Four of the 13 states of the Confederacy were not part of the 27 needed for ratification, and those four only ratified later, one later in 1865 and one in 1870.

Kentucky and Mississippi did not ratify the amendment until 1976 and 1995, respectively. And in the case of Mississippi, the ratification was not even certified until 2013 because of a reporting error which was not discovered until 18 years later.

New Jersey and Delaware, two states of the original 36 that did not ratify initially, did so in 1866 and 1901, respectively. There seems to be an anomaly that two northern states declined to ratify.

Amendments submitted to the states today require ratification of 36 states, two-thirds of 50.

Twenty of the 27 ratifying states did so before Lee’s surrender at Appomattox on April 9, 1865, and four of those 20 — Louisiana, Virginia, Tennessee and Missouri — were states of the Confederacy.

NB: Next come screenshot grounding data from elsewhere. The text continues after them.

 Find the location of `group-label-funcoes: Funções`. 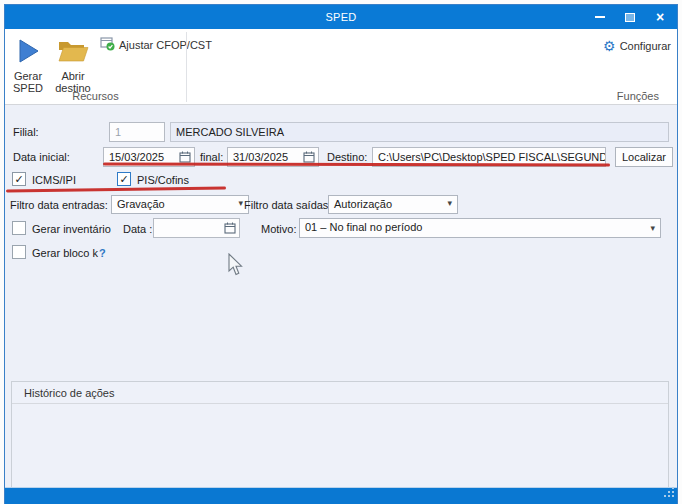

group-label-funcoes: Funções is located at coordinates (638, 96).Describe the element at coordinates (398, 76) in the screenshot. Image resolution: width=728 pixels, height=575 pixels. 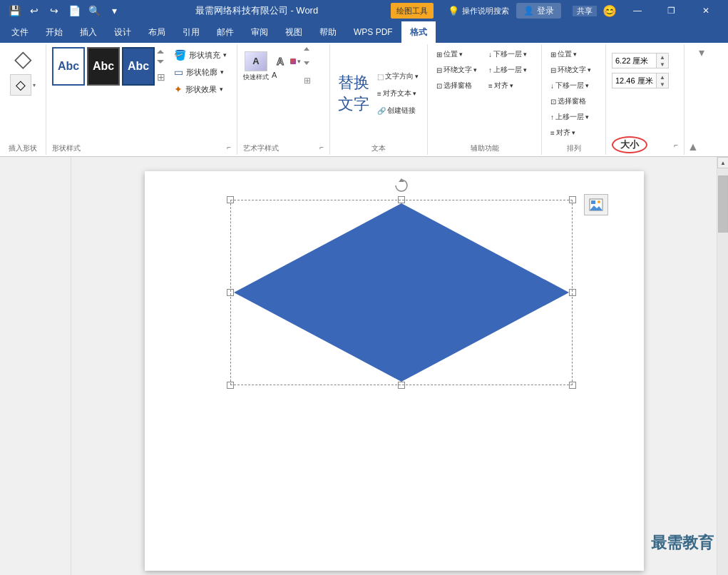
I see `text-direction-btn: ⬚ 文字方向 ▾` at that location.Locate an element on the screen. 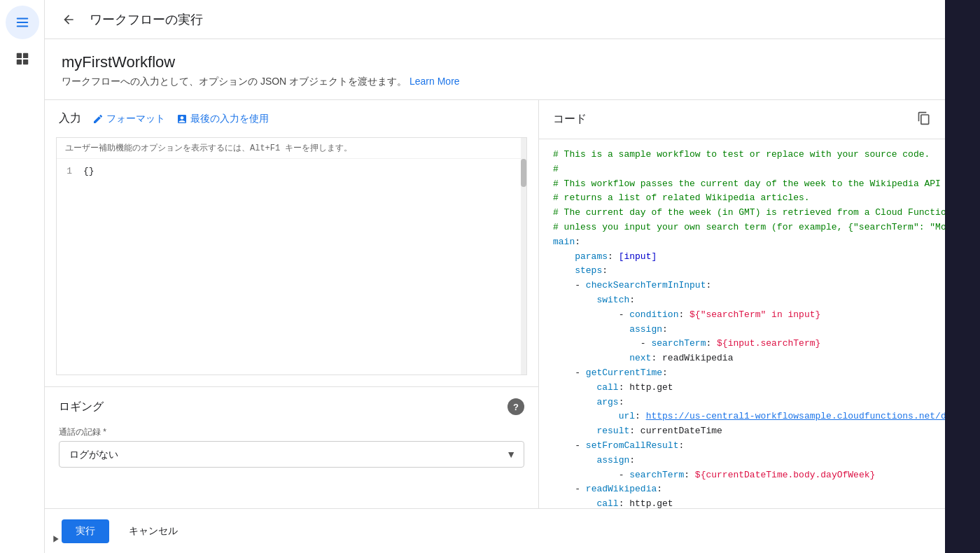  last-input-action: 最後の入力を使用 is located at coordinates (223, 119).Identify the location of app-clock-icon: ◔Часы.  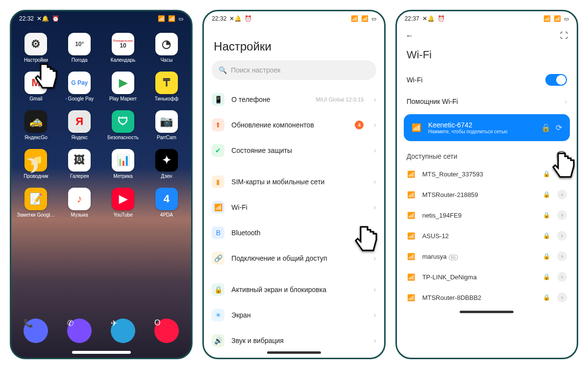
(167, 48).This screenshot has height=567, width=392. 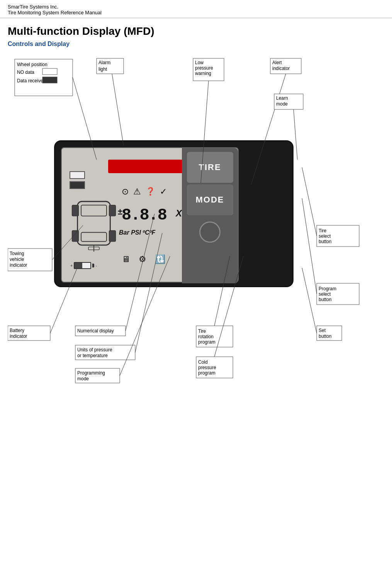 I want to click on svg-text: or temperature, so click(x=93, y=356).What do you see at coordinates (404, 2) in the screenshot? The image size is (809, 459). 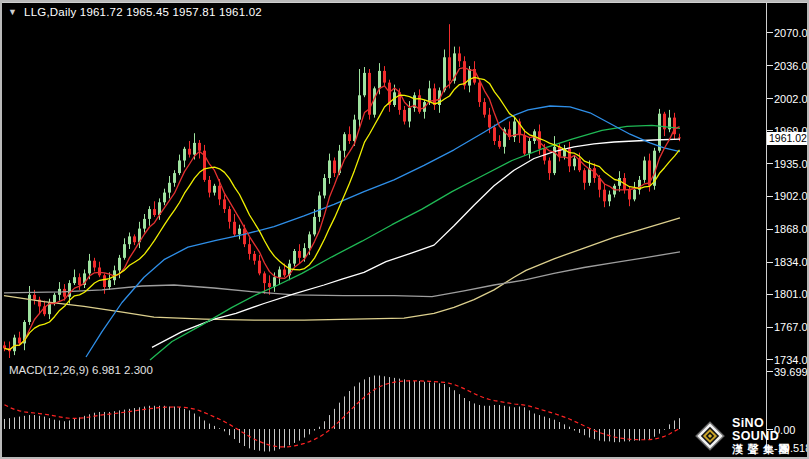 I see `bottom-border` at bounding box center [404, 2].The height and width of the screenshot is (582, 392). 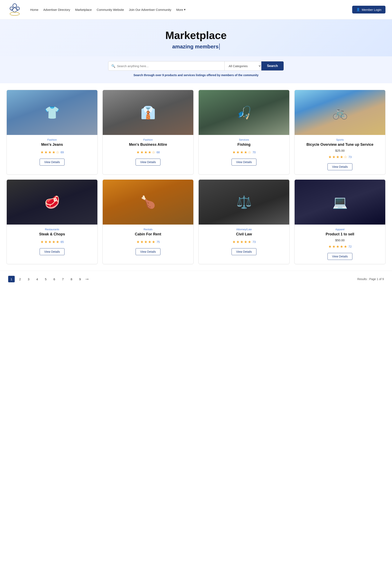 What do you see at coordinates (244, 152) in the screenshot?
I see `card-stars: ★★★★☆ 70` at bounding box center [244, 152].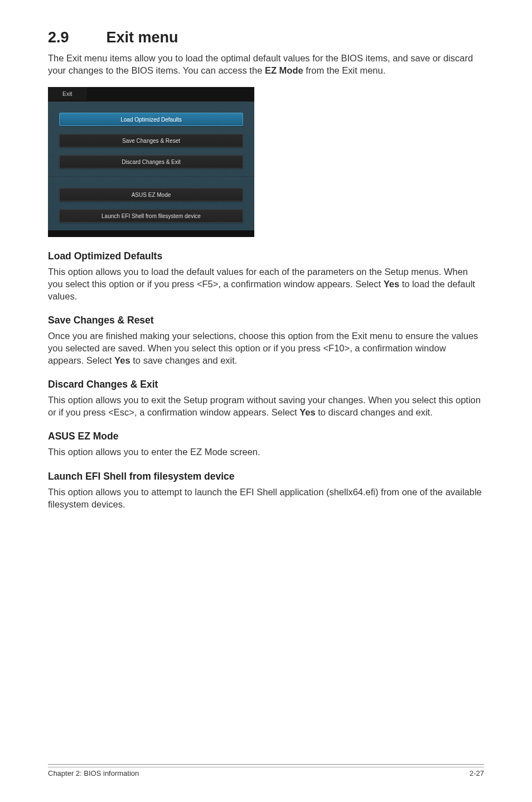 This screenshot has width=532, height=802. What do you see at coordinates (151, 176) in the screenshot?
I see `menu-separator` at bounding box center [151, 176].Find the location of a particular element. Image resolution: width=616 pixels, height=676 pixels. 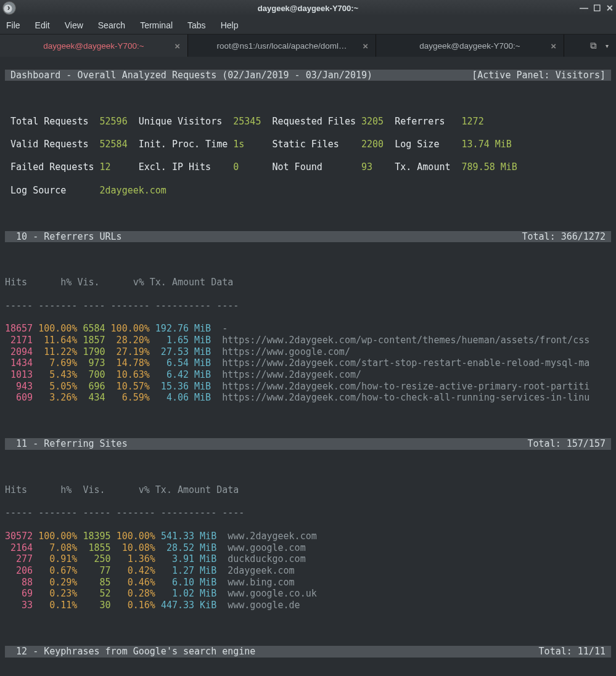

rule: ----- ------- ---- ------- ---------- --… is located at coordinates (308, 306).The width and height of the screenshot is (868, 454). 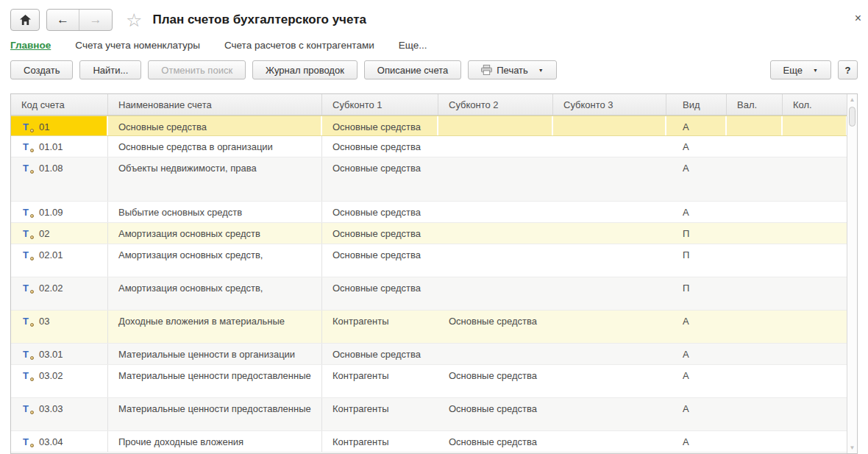 I want to click on close-icon: ×, so click(x=858, y=18).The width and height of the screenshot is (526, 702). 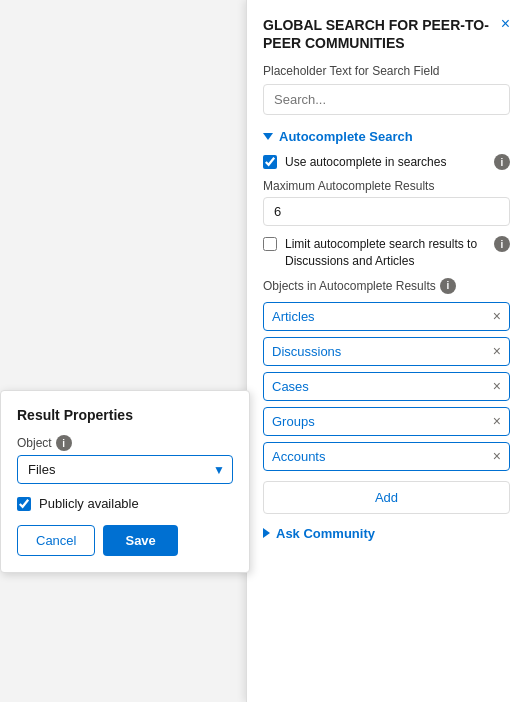 What do you see at coordinates (290, 386) in the screenshot?
I see `tag-cases-text: Cases` at bounding box center [290, 386]. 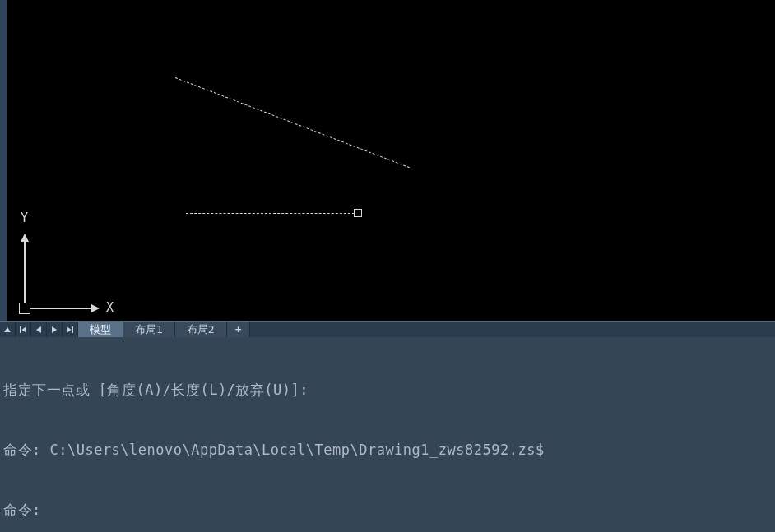 I want to click on tab-model: 模型, so click(x=100, y=329).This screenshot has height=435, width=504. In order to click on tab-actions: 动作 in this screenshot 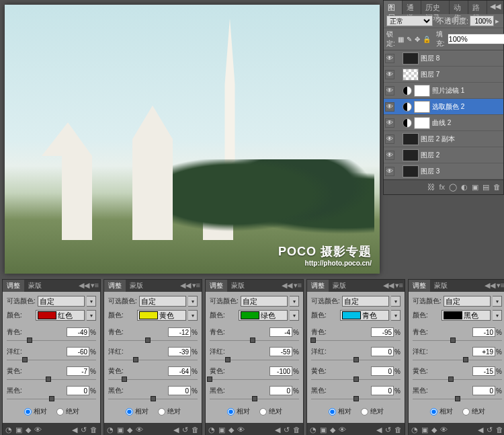, I will do `click(459, 7)`. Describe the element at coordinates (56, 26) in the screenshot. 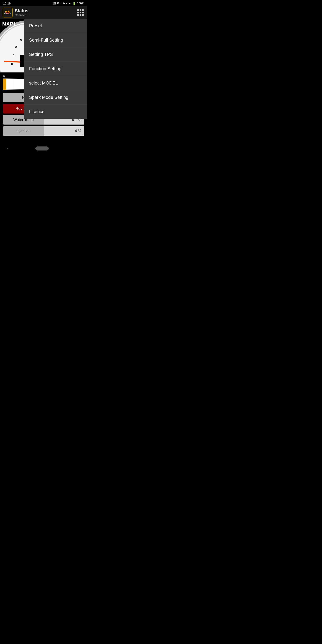

I see `dropdown-item-preset: Preset` at that location. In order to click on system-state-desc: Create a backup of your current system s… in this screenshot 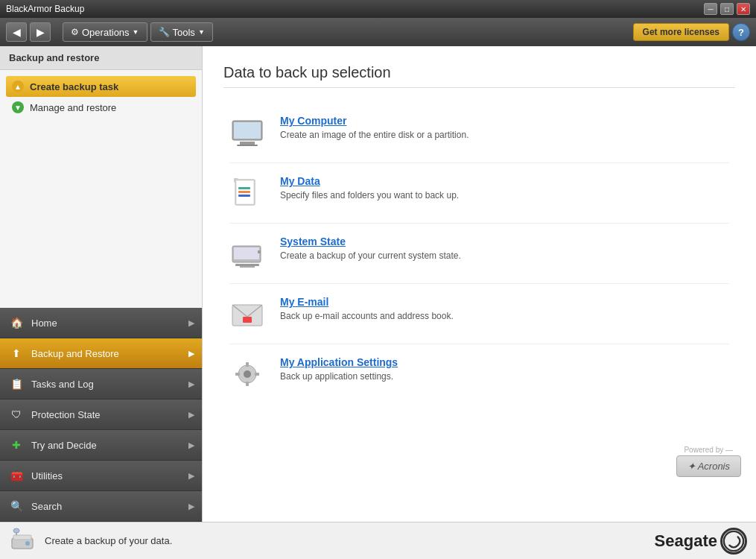, I will do `click(371, 256)`.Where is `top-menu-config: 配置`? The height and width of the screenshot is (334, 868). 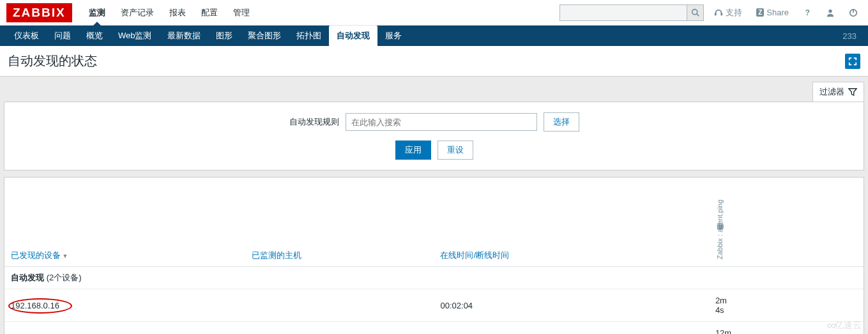 top-menu-config: 配置 is located at coordinates (209, 13).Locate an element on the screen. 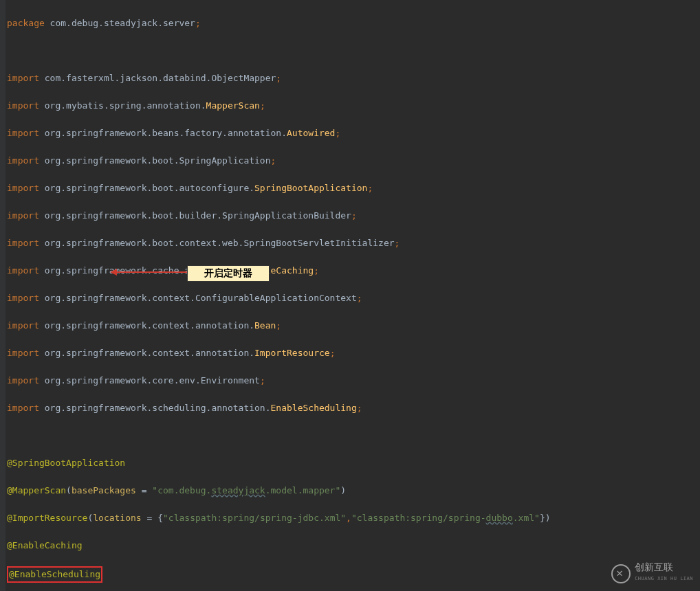 The height and width of the screenshot is (591, 700). code-line: import org.springframework.boot.builder.… is located at coordinates (353, 216).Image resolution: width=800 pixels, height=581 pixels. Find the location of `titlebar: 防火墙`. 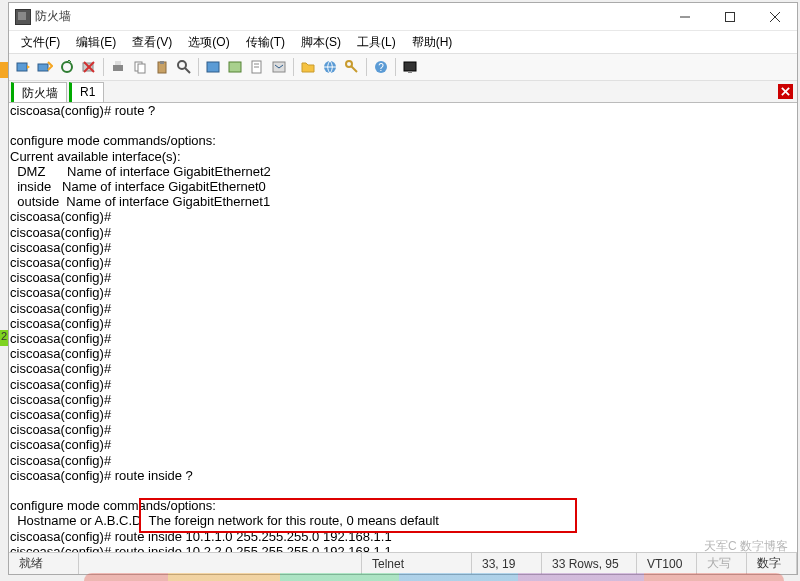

More research might reveal why four Confederate states — states that did not even consider themselves a part of the Union — would formally ratify an amendment to the Constitution that they no longer felt obliged to uphold.

Perhaps they were prescient enough to see the “writing on the wall” about the outcome of the war.

New states that were subsequently added to the U.S. were not required to ratify the 13th Amendment, or indeed any of the previous amendments, because, upon entering the Union, they were subject to all the amendments thus far made a part of the Constitution.

Amendments 23 through 27 were ratified after the 50th state was added to the Union.

In February 1865, the Kentucky legislature voted to reject the 13th Amendment by a 56-18 vote in the House and a 23-10 vote in the Senate. Probably a good thing that the makeup of the legislature changed somewhat over 111 years.

Of course, the ratification and certification of the 13th Amendment did not usher in huge changes for those who had been enslaved as their rights were continually abrogated through Reconstruction and well into the 20th century and, to a lesser extent, it continues today.

Thanks to ForwardKy.com for much of the information contained herein.